Ansgar 🙀, le ven. 20 déc. 2024 13:07:36 +0100, a ecrit:
> On Fri, 2024-12-20 at 13:00 +0100, Samuel Thibault wrote:
> > Ansgar 🙀, le ven. 20 déc. 2024 12:01:24 +0100, a ecrit:
> > > On Fri, 2024-12-20 at 11:50 +0100, Samuel Thibault wrote:
> > > > What I completely fail to understand is why people would want to not
> > > > see any file in /etc. What harm does it *actually* cause?
> > > 
> > > It makes it hard to see what was actually configured: there is random
> > > configuration bits, possibly from a random older version of the
> > > package, intermixed with local configuration.
> > > 
> > > With empty-/etc, you would (ideally) only have explicit local
> > > configuration in /etc which makes it much, much easier to see what the
> > > local admin changed to diagnose problems, prepare upgrades and so on.
> > > This is practically impossible now.
> > 
> > ucf should be able to provide this?
> 
> No, first you would need something on top of ucf.

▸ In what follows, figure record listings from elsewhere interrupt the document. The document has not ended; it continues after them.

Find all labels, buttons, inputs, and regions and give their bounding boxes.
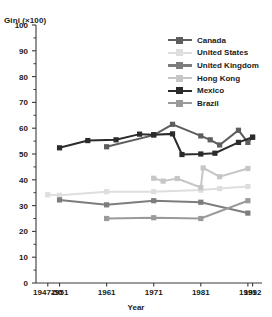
data-point — [245, 166, 250, 171]
data-point — [175, 176, 180, 181]
legend-swatch-icon — [168, 35, 192, 45]
x-tick-label: 1992 — [244, 288, 262, 297]
data-point — [198, 133, 203, 138]
data-point — [113, 137, 118, 142]
data-point — [104, 189, 109, 194]
y-tick-label: 100 — [2, 21, 28, 30]
y-tick-label: 50 — [2, 150, 28, 159]
data-point — [198, 200, 203, 205]
data-point — [151, 132, 156, 137]
data-point — [170, 131, 175, 136]
x-tick-label: 1981 — [192, 288, 210, 297]
legend-item-brazil[interactable]: Brazil — [168, 97, 259, 110]
y-tick-label: 40 — [2, 175, 28, 184]
legend-label: Canada — [197, 36, 226, 45]
y-tick-label: 60 — [2, 124, 28, 133]
data-point — [85, 138, 90, 143]
chart-legend: CanadaUnited StatesUnited KingdomHong Ko… — [168, 34, 259, 110]
data-point — [57, 145, 62, 150]
data-point — [245, 184, 250, 189]
legend-swatch-icon — [168, 48, 192, 58]
legend-label: Hong Kong — [197, 74, 240, 83]
y-tick-label: 80 — [2, 72, 28, 81]
data-point — [57, 193, 62, 198]
data-point — [104, 202, 109, 207]
y-tick-label: 90 — [2, 46, 28, 55]
legend-swatch-icon — [168, 98, 192, 108]
data-point — [212, 151, 217, 156]
x-tick-label: 1961 — [98, 288, 116, 297]
series-mexico — [57, 131, 255, 157]
x-tick-label: 1951 — [51, 288, 69, 297]
data-point — [245, 198, 250, 203]
data-point — [236, 140, 241, 145]
y-tick-label: 30 — [2, 201, 28, 210]
gini-line-chart: Gini (×100) Year 0102030405060708090100 … — [0, 0, 272, 317]
data-point — [104, 144, 109, 149]
data-point — [179, 152, 184, 157]
y-tick-label: 20 — [2, 227, 28, 236]
data-point — [201, 165, 206, 170]
data-point — [217, 174, 222, 179]
legend-label: Mexico — [197, 86, 224, 95]
series-united-kingdom — [57, 197, 251, 215]
legend-label: Brazil — [197, 99, 219, 108]
data-point — [198, 216, 203, 221]
legend-label: United States — [197, 48, 248, 57]
data-point — [161, 178, 166, 183]
data-point — [104, 216, 109, 221]
legend-swatch-icon — [168, 86, 192, 96]
data-point — [245, 210, 250, 215]
legend-swatch-icon — [168, 73, 192, 83]
data-point — [170, 122, 175, 127]
legend-item-united-kingdom[interactable]: United Kingdom — [168, 59, 259, 72]
data-point — [151, 176, 156, 181]
legend-item-hong-kong[interactable]: Hong Kong — [168, 72, 259, 85]
x-tick-label: 1971 — [145, 288, 163, 297]
data-point — [250, 135, 255, 140]
data-point — [198, 151, 203, 156]
legend-item-canada[interactable]: Canada — [168, 34, 259, 47]
y-tick-label: 10 — [2, 253, 28, 262]
data-point — [198, 185, 203, 190]
data-point — [217, 186, 222, 191]
data-point — [151, 215, 156, 220]
data-point — [45, 192, 50, 197]
data-point — [137, 132, 142, 137]
data-point — [208, 137, 213, 142]
series-united-states — [45, 184, 250, 198]
data-point — [151, 198, 156, 203]
legend-item-united-states[interactable]: United States — [168, 47, 259, 60]
data-point — [236, 128, 241, 133]
y-tick-label: 70 — [2, 98, 28, 107]
legend-item-mexico[interactable]: Mexico — [168, 84, 259, 97]
y-tick-label: 0 — [2, 279, 28, 288]
data-point — [151, 189, 156, 194]
data-point — [217, 142, 222, 147]
legend-label: United Kingdom — [197, 61, 259, 70]
legend-swatch-icon — [168, 60, 192, 70]
data-point — [57, 197, 62, 202]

? Can't ucf be added an option to do that?

> Then you would need to make sure admins don't keep parts from random
> older versions which cause noise.

But that's only for admins to see that from ucf's new option output and
act accordingly.

> And then you would need all packages to switch to ucf. Which AFAIU
> requires maintainer scripts which is something people would like to
> avoid as well. (To be fair: alternatives also require packaging
> changes.)

That's one of my points: this thread is already considering to ask
everybody to be doing something about it...

> > Put another way: it's not the presence of files in /etc that poses
> > problem. It's not having the shipped version at hand for comparing it.
> > Let's fix that rather than dropping something which is useful to admins.
> > 
> > > It also avoids the problem of removed-but-not-purged packages.
> > 
> > With files copied into /etc, you will still have configuration files
> > lying around, and *not tracked*.
> 
> That problem doesn't exist if you don't copy unneeded files to /etc.

When removing a package, it should be completely fine to remove the
configuration files when it is noticed that they have not been modified.

> Copying files to /etc and then writing logic to filter those out of
> some comparisons seems more complicated than just not copying needed
> stuff. It also means I don't have to use a special program to see what
> changed.

It seems way more often to me that I want to easily inspect/modify/amend
the configuration in /etc (without having to look whatever other place
to find out about the default configuration) than checking what changes
I have made to /etc which I may not want any more. And thus having a
special program for the latter looks completely fine to me. That's what
people do with etckeeper and such already.